» WHAT TO DO
Each entry, as given, must be output unchanged.

Collected data entries:
——————————
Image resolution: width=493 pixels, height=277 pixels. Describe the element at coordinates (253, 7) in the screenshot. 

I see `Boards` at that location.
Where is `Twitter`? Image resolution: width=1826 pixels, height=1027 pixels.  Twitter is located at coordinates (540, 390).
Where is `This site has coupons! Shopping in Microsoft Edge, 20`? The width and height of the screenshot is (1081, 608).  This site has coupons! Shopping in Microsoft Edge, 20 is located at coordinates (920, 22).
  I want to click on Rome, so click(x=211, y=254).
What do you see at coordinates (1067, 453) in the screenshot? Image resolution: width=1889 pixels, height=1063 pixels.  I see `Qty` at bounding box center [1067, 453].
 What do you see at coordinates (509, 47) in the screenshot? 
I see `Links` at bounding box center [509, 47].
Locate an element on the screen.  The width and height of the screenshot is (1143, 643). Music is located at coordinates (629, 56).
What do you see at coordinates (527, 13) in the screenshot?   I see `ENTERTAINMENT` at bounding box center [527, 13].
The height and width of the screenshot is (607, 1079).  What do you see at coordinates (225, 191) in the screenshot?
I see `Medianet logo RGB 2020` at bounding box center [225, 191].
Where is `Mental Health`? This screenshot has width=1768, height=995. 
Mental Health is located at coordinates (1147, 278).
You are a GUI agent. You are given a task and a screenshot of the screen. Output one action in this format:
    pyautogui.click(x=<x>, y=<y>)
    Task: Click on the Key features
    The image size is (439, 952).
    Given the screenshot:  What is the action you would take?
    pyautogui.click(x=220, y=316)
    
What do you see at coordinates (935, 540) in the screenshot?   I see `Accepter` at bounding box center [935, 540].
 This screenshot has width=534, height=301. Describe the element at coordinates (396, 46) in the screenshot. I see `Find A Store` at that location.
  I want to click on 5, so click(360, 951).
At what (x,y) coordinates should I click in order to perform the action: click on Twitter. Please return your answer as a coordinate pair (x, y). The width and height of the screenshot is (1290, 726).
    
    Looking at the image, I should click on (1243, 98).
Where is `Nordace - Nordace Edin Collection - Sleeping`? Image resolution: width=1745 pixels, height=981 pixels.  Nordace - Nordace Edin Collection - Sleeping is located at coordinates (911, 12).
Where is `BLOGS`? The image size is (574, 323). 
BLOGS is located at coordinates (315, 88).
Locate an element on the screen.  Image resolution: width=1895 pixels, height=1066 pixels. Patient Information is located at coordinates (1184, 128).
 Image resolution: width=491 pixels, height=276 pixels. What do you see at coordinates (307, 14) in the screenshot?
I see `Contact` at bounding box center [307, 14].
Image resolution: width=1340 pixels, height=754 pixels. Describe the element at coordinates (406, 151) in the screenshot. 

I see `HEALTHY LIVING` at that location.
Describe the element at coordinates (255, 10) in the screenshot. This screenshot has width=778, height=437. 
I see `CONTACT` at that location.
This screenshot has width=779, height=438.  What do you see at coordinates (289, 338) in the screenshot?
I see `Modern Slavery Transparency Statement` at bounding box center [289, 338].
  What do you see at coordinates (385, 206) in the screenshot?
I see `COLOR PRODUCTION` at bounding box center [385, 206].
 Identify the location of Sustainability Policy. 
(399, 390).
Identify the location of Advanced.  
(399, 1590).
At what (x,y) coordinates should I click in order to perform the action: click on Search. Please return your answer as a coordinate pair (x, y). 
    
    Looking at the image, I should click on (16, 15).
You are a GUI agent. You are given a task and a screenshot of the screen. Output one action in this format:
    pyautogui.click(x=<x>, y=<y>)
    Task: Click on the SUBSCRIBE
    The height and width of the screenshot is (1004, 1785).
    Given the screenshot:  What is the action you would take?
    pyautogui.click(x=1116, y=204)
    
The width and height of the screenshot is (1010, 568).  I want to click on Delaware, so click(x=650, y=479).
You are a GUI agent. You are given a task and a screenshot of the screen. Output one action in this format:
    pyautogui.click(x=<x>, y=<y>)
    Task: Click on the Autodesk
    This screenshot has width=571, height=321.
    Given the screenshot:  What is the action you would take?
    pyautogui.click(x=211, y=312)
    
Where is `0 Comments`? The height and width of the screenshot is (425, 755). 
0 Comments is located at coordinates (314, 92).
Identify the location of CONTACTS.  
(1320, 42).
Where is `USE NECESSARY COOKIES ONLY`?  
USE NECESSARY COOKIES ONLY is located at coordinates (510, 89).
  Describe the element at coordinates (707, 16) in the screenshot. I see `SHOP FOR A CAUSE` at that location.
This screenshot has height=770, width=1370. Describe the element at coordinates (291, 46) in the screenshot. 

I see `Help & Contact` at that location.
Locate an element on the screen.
——————————
» YOUR SOLUTION
Image resolution: width=493 pixels, height=277 pixels. Describe the element at coordinates (253, 7) in the screenshot. 

I see `Boards` at that location.
Where is `Twitter`? Image resolution: width=1826 pixels, height=1027 pixels.  Twitter is located at coordinates (540, 390).
Where is `This site has coupons! Shopping in Microsoft Edge, 20`? The width and height of the screenshot is (1081, 608).  This site has coupons! Shopping in Microsoft Edge, 20 is located at coordinates (920, 22).
  I want to click on Rome, so click(x=211, y=254).
What do you see at coordinates (1067, 453) in the screenshot? Image resolution: width=1889 pixels, height=1063 pixels.  I see `Qty` at bounding box center [1067, 453].
 What do you see at coordinates (509, 47) in the screenshot? 
I see `Links` at bounding box center [509, 47].
Locate an element on the screen.  The width and height of the screenshot is (1143, 643). Music is located at coordinates (629, 56).
What do you see at coordinates (527, 13) in the screenshot?   I see `ENTERTAINMENT` at bounding box center [527, 13].
The height and width of the screenshot is (607, 1079).  What do you see at coordinates (225, 191) in the screenshot?
I see `Medianet logo RGB 2020` at bounding box center [225, 191].
Where is `Mental Health`? This screenshot has width=1768, height=995. 
Mental Health is located at coordinates (1147, 278).
You are a GUI agent. You are given a task and a screenshot of the screen. Output one action in this format:
    pyautogui.click(x=<x>, y=<y>)
    Task: Click on the Key features
    The image size is (439, 952).
    Given the screenshot:  What is the action you would take?
    pyautogui.click(x=220, y=316)
    
What do you see at coordinates (935, 540) in the screenshot?   I see `Accepter` at bounding box center [935, 540].
 This screenshot has width=534, height=301. Describe the element at coordinates (396, 46) in the screenshot. I see `Find A Store` at that location.
  I want to click on 5, so click(360, 951).
At what (x,y) coordinates should I click in order to perform the action: click on Twitter. Please return your answer as a coordinate pair (x, y). The width and height of the screenshot is (1290, 726).
    
    Looking at the image, I should click on (1243, 98).
Where is `Nordace - Nordace Edin Collection - Sleeping`? Image resolution: width=1745 pixels, height=981 pixels.  Nordace - Nordace Edin Collection - Sleeping is located at coordinates (911, 12).
Where is `BLOGS`? The image size is (574, 323). 
BLOGS is located at coordinates (315, 88).
Locate an element on the screen.  Image resolution: width=1895 pixels, height=1066 pixels. Patient Information is located at coordinates (1184, 128).
 Image resolution: width=491 pixels, height=276 pixels. What do you see at coordinates (307, 14) in the screenshot?
I see `Contact` at bounding box center [307, 14].
Image resolution: width=1340 pixels, height=754 pixels. Describe the element at coordinates (406, 151) in the screenshot. 

I see `HEALTHY LIVING` at that location.
Describe the element at coordinates (255, 10) in the screenshot. This screenshot has width=778, height=437. 
I see `CONTACT` at that location.
This screenshot has width=779, height=438.  What do you see at coordinates (289, 338) in the screenshot?
I see `Modern Slavery Transparency Statement` at bounding box center [289, 338].
  What do you see at coordinates (385, 206) in the screenshot?
I see `COLOR PRODUCTION` at bounding box center [385, 206].
 Identify the location of Sustainability Policy. 
(399, 390).
Identify the location of Advanced.  
(399, 1590).
At what (x,y) coordinates should I click in order to perform the action: click on Search. Please return your answer as a coordinate pair (x, y). 
    
    Looking at the image, I should click on (16, 15).
You are a GUI agent. You are given a task and a screenshot of the screen. Output one action in this format:
    pyautogui.click(x=<x>, y=<y>)
    Task: Click on the SUBSCRIBE
    The height and width of the screenshot is (1004, 1785).
    Given the screenshot:  What is the action you would take?
    pyautogui.click(x=1116, y=204)
    
The width and height of the screenshot is (1010, 568).  I want to click on Delaware, so click(x=650, y=479).
You are a GUI agent. You are given a task and a screenshot of the screen. Output one action in this format:
    pyautogui.click(x=<x>, y=<y>)
    Task: Click on the Autodesk
    This screenshot has width=571, height=321.
    Given the screenshot:  What is the action you would take?
    pyautogui.click(x=211, y=312)
    
Where is `0 Comments`? The height and width of the screenshot is (425, 755). 
0 Comments is located at coordinates (314, 92).
Identify the location of CONTACTS.  
(1320, 42).
Where is `USE NECESSARY COOKIES ONLY`?  
USE NECESSARY COOKIES ONLY is located at coordinates (510, 89).
  Describe the element at coordinates (707, 16) in the screenshot. I see `SHOP FOR A CAUSE` at that location.
This screenshot has height=770, width=1370. Describe the element at coordinates (291, 46) in the screenshot. 

I see `Help & Contact` at that location.
Locate an element on the screen.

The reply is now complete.